Sorting the grown-up books downstairs took much more time and energy. (We did that when the child was out of the house.) Even though we didn't really merge our libraries when we shared the house, so I took practically all my books with me when I moved out last year, this still felt uncomfortably like dividing a library when a relationship breaks up. They're planning to sell the house later in the year, to move to another neighborhood. (Decluttering will make the place look bigger and fetch a better price. That's the plan, at least.) They asked if I could take some of their old sf magazines and paperbacks off their hands. Well, sure. What are friends for?
It was an oddly twisted version of the book division of my divorce. That had been all strained courtesy, trying to trade my particular favorites for my ex's particular favorites. With this, I found myself urging them to keep my favorite titles, except where they had duplicates.
"You can have _Komarr_. Actually, you can have all these Bujold."
"What! Are you sure? I thought you liked Bujold. And I already have most of her stuff."
"Oh, yes. But I have the hardcovers upstairs."
My apologies to people who make their living from book sales. I spend most of my time reading library books, borrowed books, used books, books that have been loved to death. It's only at a time like this, when someone suddenly gives me nearly a cubic meter of fiction, that I have the luxury of considering which copy of a book I'd prefer to keep.
Even stranger, I found myself flinching from their decisions to keep books I thought were excessively icky.
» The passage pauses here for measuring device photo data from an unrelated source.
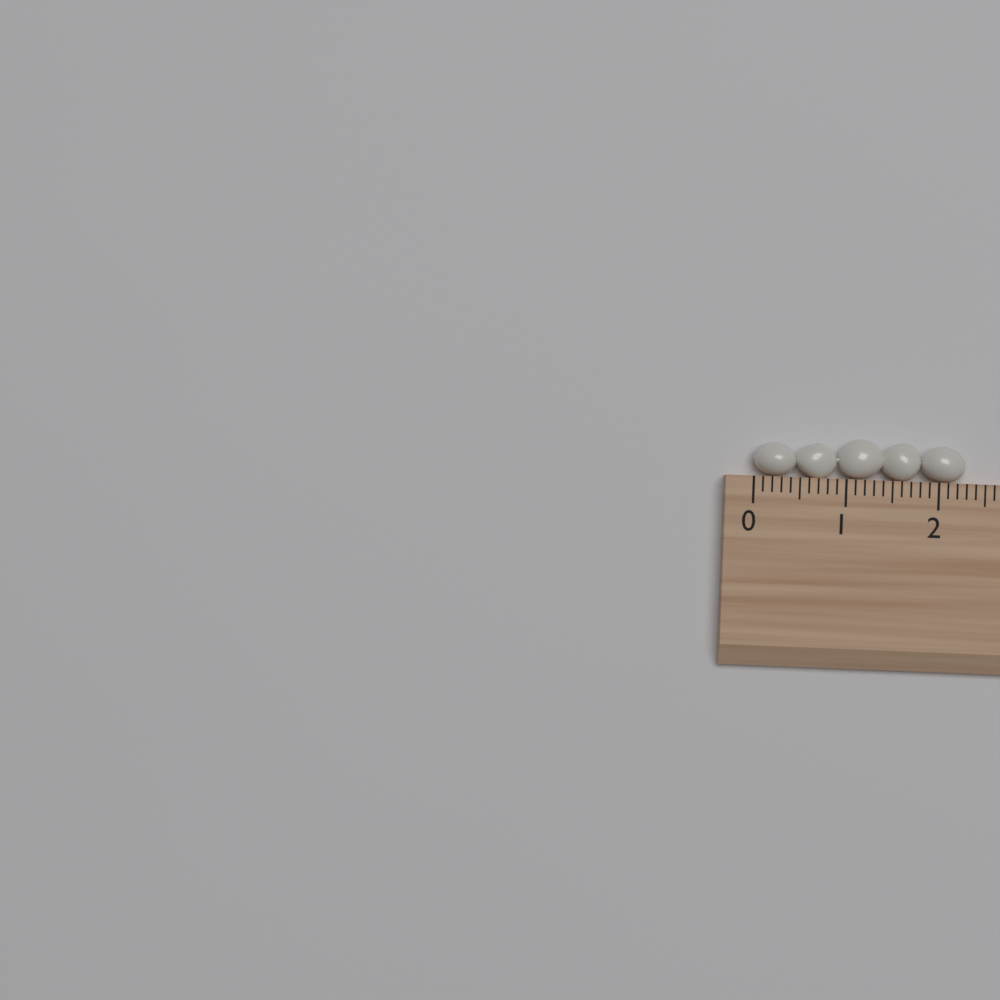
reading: 2.3 (no unit)
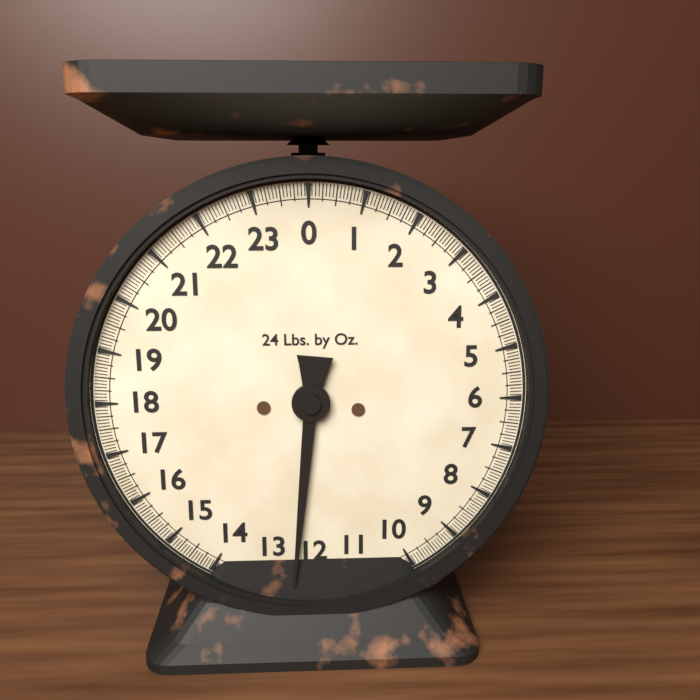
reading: 12.3750 lb
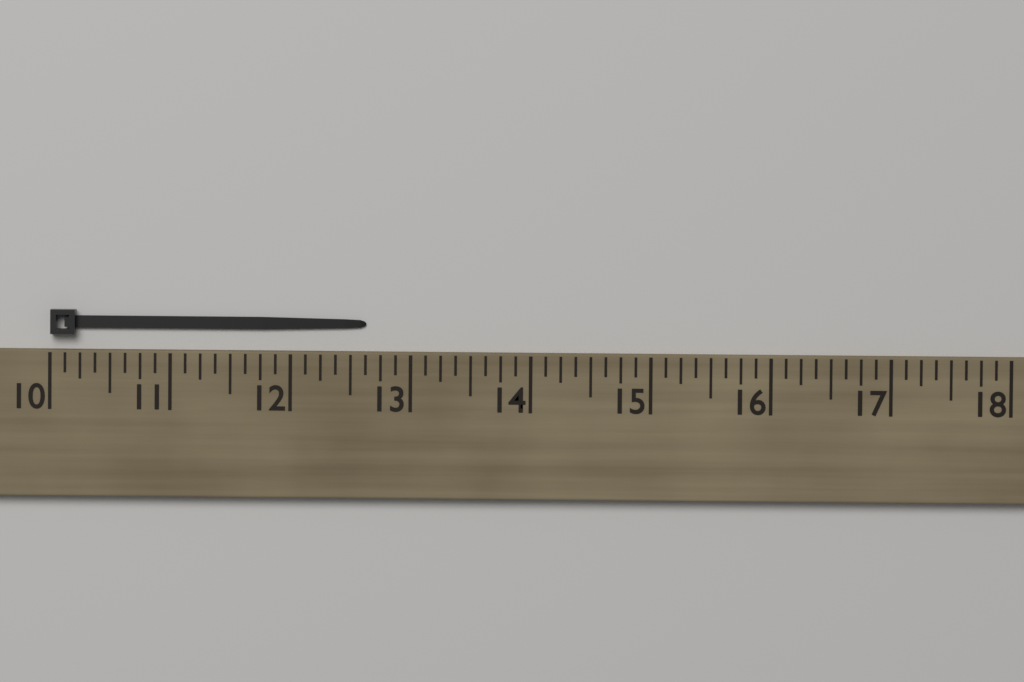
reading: 12.625 (no unit)
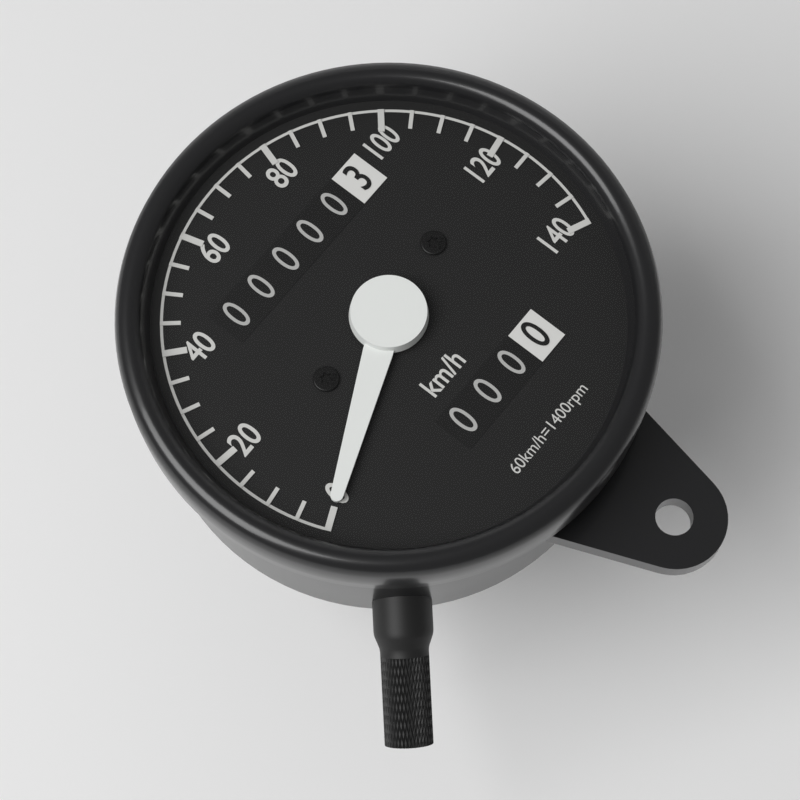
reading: 0 km/h
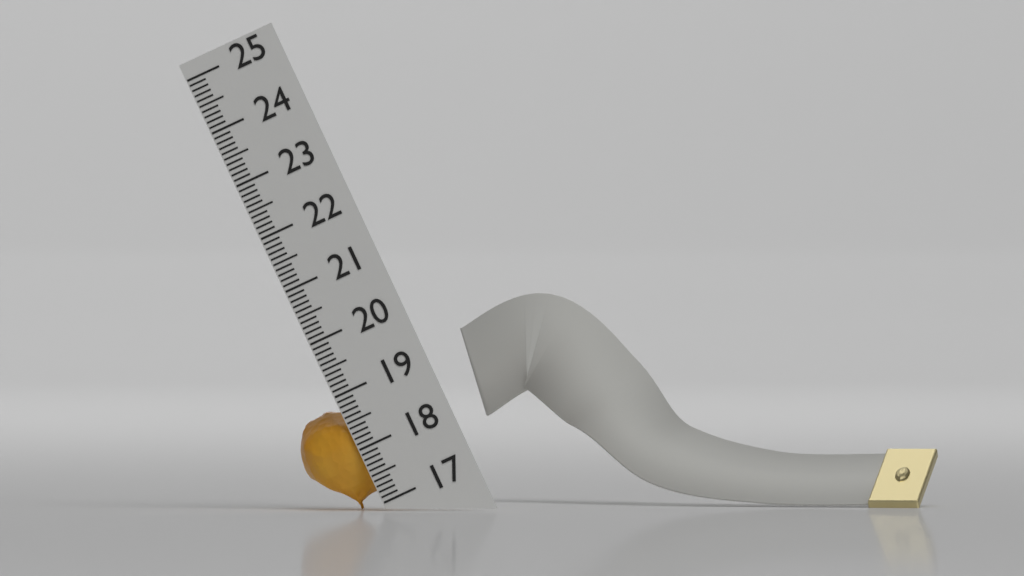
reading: 18.8 (no unit)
If I don't want it, why should I care where it goes? It's not like I'm in dire need for used bookstock to trade in for better reading material! But I have a nagging sense that friends shouldn't let friends read old Xanth or Pern novels. ("They're not really very good, but maybe I'll give them to my daughters in a few years," just makes me flinch harder.) My flinches are not necessarily anyone else's problem, of course.